Multilateral talks on North Korea's nuclear program have ended in failure in the past, and Kerry said the United States isn't interested in going over old ground.

"We're not going to go through another cycle of artificial negotiations that are geared to simply attract some kind of aid or lull in events while they continue to pursue their devices' designs," he said.

A U.S. State Department official said Monday there are no plans to move toward direct talks, "because North Korea has shown no willingness to move in a positive direction."

Pyongyang on Sunday rejected a different proposal for dialogue, one by South Korea last week regarding the North's suspension of activity at the manufacturing zone that the two countries jointly operate.

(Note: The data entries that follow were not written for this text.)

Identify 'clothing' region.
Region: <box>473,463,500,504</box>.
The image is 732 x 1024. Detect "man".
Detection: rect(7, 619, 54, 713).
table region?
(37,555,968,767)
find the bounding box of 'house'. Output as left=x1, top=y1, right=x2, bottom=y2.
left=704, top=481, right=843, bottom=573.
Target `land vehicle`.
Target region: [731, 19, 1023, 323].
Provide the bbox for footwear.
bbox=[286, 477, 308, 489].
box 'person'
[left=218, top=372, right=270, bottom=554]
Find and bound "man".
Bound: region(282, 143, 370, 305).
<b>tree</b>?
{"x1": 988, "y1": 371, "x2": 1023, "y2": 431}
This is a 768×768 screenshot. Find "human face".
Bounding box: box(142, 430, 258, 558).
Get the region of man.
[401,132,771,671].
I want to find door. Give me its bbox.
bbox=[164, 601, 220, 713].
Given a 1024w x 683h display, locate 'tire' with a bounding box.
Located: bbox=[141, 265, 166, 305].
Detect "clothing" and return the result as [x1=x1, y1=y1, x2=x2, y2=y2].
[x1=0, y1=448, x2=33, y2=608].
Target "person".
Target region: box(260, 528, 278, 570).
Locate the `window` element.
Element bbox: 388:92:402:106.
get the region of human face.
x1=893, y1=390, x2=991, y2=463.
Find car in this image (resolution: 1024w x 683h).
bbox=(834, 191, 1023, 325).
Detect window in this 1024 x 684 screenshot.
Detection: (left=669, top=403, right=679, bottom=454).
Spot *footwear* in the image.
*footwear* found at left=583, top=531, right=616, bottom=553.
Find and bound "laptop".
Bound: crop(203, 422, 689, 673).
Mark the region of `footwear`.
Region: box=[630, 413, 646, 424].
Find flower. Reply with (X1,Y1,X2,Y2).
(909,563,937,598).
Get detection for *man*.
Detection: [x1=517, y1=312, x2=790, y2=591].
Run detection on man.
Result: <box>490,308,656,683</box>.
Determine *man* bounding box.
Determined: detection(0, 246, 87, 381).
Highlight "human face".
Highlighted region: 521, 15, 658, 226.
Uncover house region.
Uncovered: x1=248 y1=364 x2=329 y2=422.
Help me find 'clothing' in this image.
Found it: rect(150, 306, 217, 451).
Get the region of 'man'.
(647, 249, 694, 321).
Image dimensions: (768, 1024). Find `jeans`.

A statement via KCNA, the state-run news agency, called the South's offer a "crafty trick" and "empty words without any content."

Kerry's trip finished on one of the biggest dates on the North Korean calendar: "The Day of the Sun," when citizens celebrate the birthday of Kim Il Sung, remembered as the "eternal president." He died in 1994 and would have been 101 this year.

Current leader Kim Jong Un paid tribute Monday to Kim Il Sung, his grandfather, as well as his late father, Kim Jong Il, by visiting the halls where both men lie in state. It was believed to be the young leader's first public appearance in two weeks.

Kerry said in Beijing over the weekend that the United States and China are calling on North Korea to refrain from any provocative steps -- including any missile launches.

Pyongyang made good on its promise to launch a long-range rocket around the time of Kim Il Sung's birthday last year; the rocket broke apart after launch and fell into the sea.

North Korea has made more threats since then. It launched a rocket in December that apparently put a satellite into orbit, and in response, the U.N. Security Council approved broadening sanctions against the country.

Angered by those sanctions, Pyongyang announced in January it was planning its third nuclear test and more long-range rocket launches as part of what it called a new phase of confrontation with the United States.

It carried out an underground nuclear bomb test in February, resulting in even tougher sanctions. Those measures, along with the joint U.S.-South Korean military exercises in South Korea, prompted an intensification in the North's threats.




CNN's Richard Allen Greene, Melissa Gray, K.J Kwon, Esprit Smith, Elizabeth Joseph and Tim Schwarz contributed to this report.